Click here to access the Image+ Guide & view the material being discussed in the podcast: https://sites.google.com/view/artalaap-podcast-resources/episode-11.
Credits:
Producer: Tunak Teas
Design & artwork: Mohini Mukherjee
Marketing: Dipalie Mehta
Images: Jyoti Nisha
Additional support: Kanishka Sharma, Amy Goldstone-Sharma, Raghav Sagar, Shalmoli Halder, Arunima Nair, Jayant Parashar
Audio courtesy: Vernouillet by Blue Dot Sessions [CC BY-NC 4.0]

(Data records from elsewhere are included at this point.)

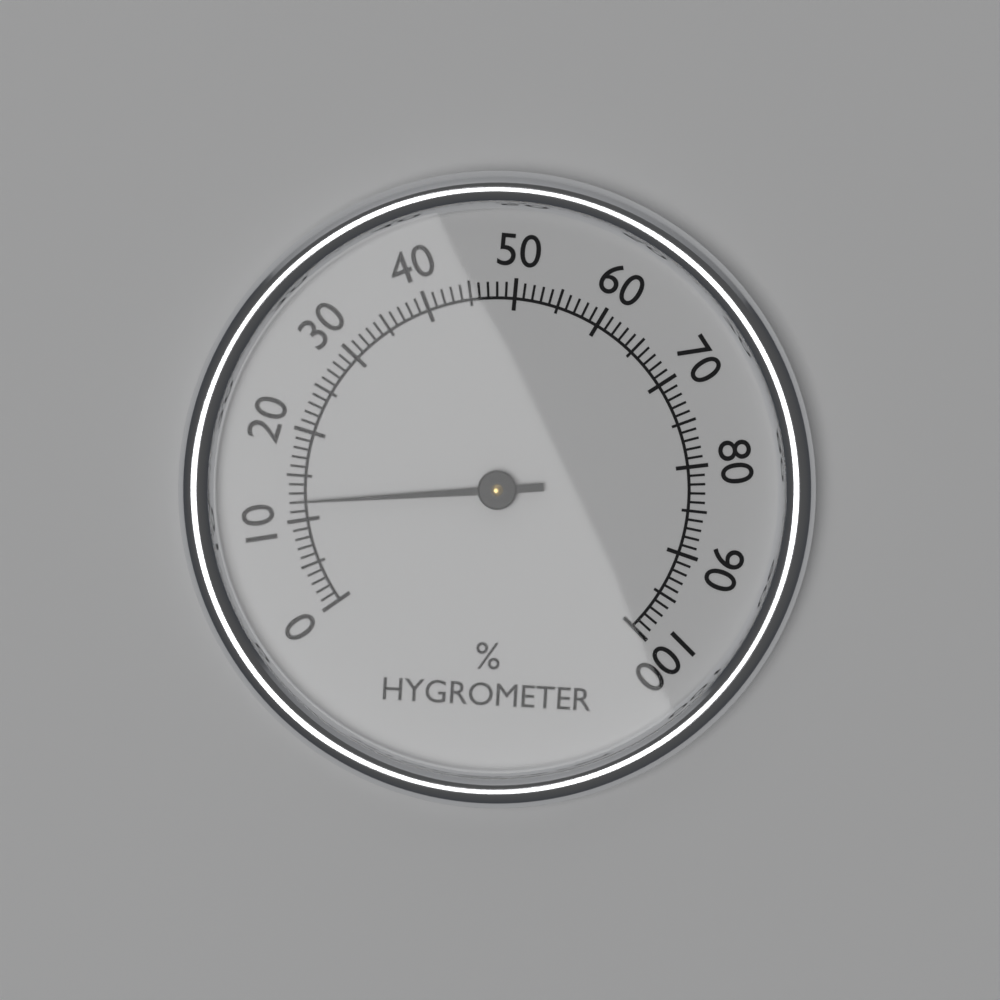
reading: 12 %
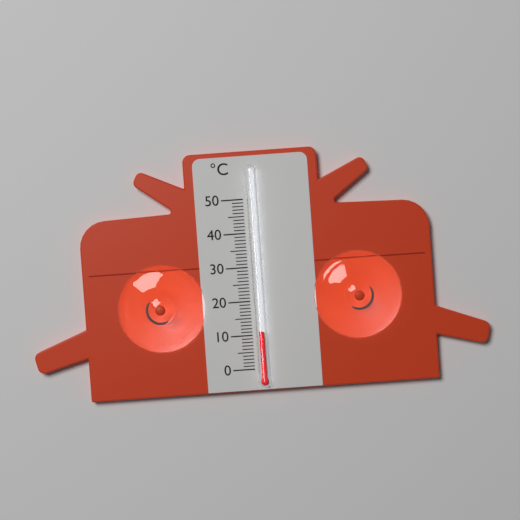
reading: 11 °C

References: Jyoti Nisha, 'Indian Cinema and the Bahujan Spectatorship’, Economic and Political Weekly, Vol. 55, Issue No. 20, 16 May, 2020
bell hooks, 'The Oppositional Gaze: Black Female Representation', Black Looks: Race and Representation, Boston: South End Press, 1992.

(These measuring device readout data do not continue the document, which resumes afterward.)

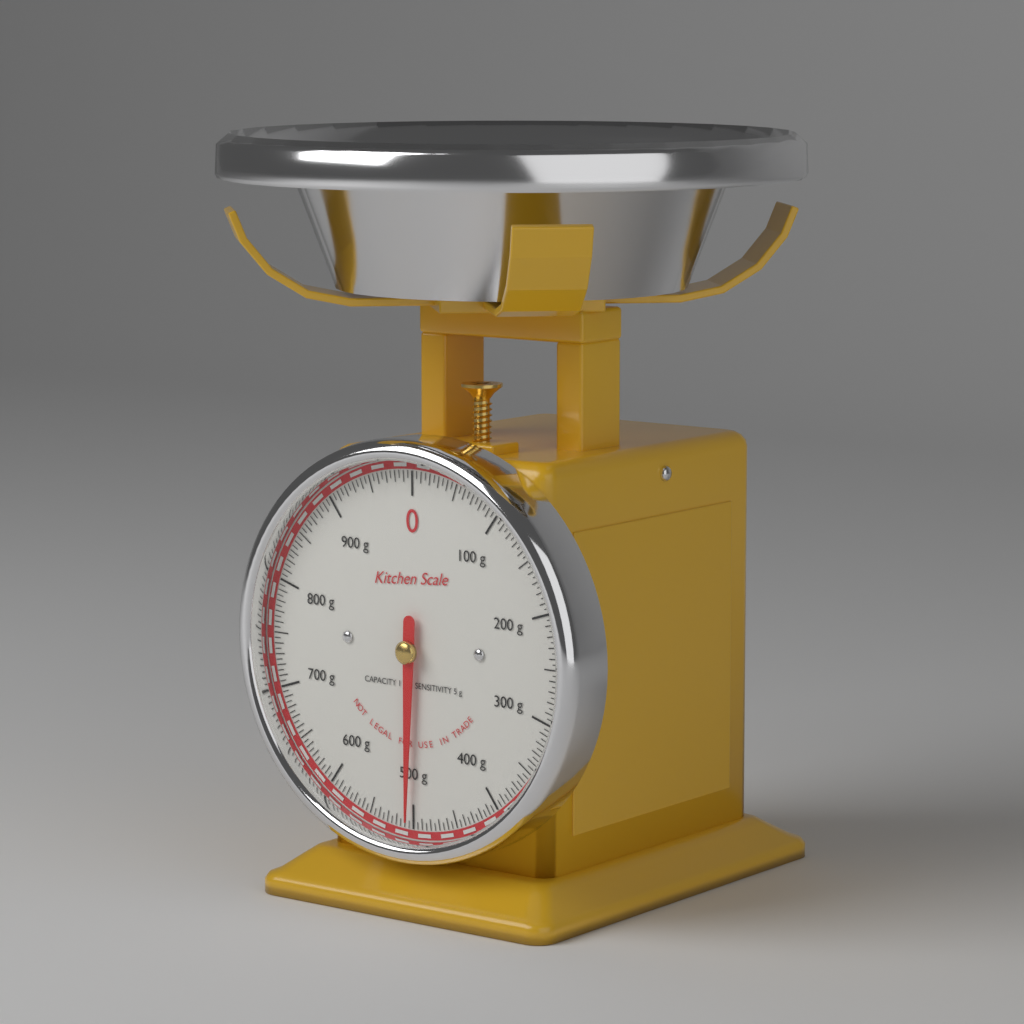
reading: 505 g
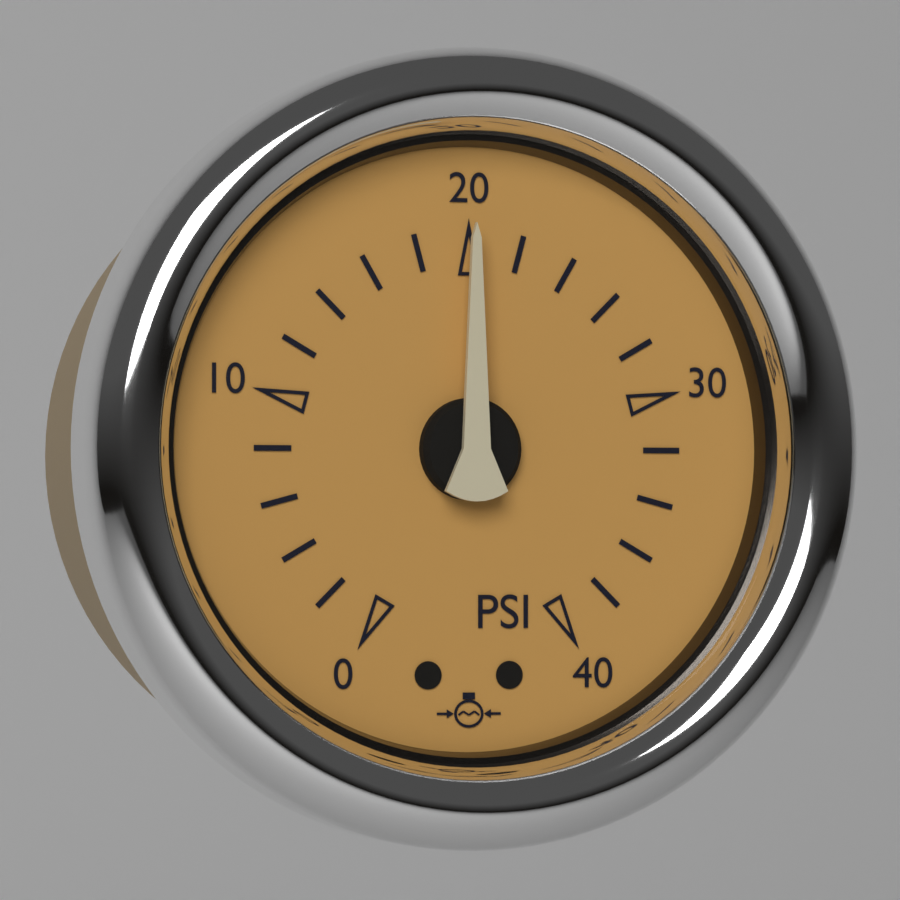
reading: 20 psi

Trinh T. Minh-ha, 'The Totalizing Quest of Meaning', When The Moon Waxes Red: Representation, Gender and Politics, Routledge: London, New York, 1991.
Yashica Dutt, Coming Out As Dalit, Aleph Book Company, 2019.
In this episode I, Kamayani Sharma, am in conversation with Jyoti Nisha, filmmaker, writer and scholar. She is the director of 'BR Ambedkar: Now And Then', a widely anticipated, partially-crowdfunded documentary that is now readying for release. In her essay, ‘Indian Cinema and the Bahujan Spectatorship’ [Economic & Political Weekly, May 2020], she theorised about the politics of the gaze from her perspective as a Dalit woman viewer and media researcher. Jyoti was Director’s Assistant on Neeraj Ghaywan's Geeli Pucchi [Dharma Productions, 2021], a short that was part of the Netflix anthology, Ajeeb Dastaans. We discuss growing up as a young woman in UP of the 1990s and 2000s, how Jyoti came to filmmaking via journalism, screenwriting and academia, working on - of all things! - a Dharma movie and her journey, artistic and logistical, towards the completion of her upcoming documentary 'BR Ambedkar: Now and Then'. By way of Jyoti’s own essay, African-American film history and the polemical theories of the documentarian Trinh T. Minh-ha, we unpack the idea of the oppositional bahujan gaze unto Indian cinema and the complicated question of how realism in Indian cinema is part of a Brahmanical aesthetic scheme.
Click here to access the Image+ Guide & view the material being discussed in the podcast: https://sites.google.com/view/artalaap-podcast-resources/episode-11.
Credits:
Producer: Tunak Teas
Design & artwork: Mohini Mukherjee
Marketing: Dipalie Mehta
Images: Jyoti Nisha
Additional support: Kanishka Sharma, Amy Goldstone-Sharma, Raghav Sagar, Shalmoli Halder, Arunima Nair, Jayant Parashar
Audio courtesy: Vernouillet by Blue Dot Sessions [CC BY-NC 4.0]
References: Jyoti Nisha, 'Indian Cinema and the Bahujan Spectatorship’, Economic and Political Weekly, Vol. 55, Issue No. 20, 16 May, 2020
bell hooks, 'The Oppositional Gaze: Black Female Representation', Black Looks: Race and Representation, Boston: South End Press, 1992.
Trinh T. Minh-ha, 'The Totalizing Quest of Meaning', When The Moon Waxes Red: Representation, Gender and Politics, Routledge: London, New York, 1991.
Yashica Dutt, Coming Out As Dalit, Aleph Book Company, 2019.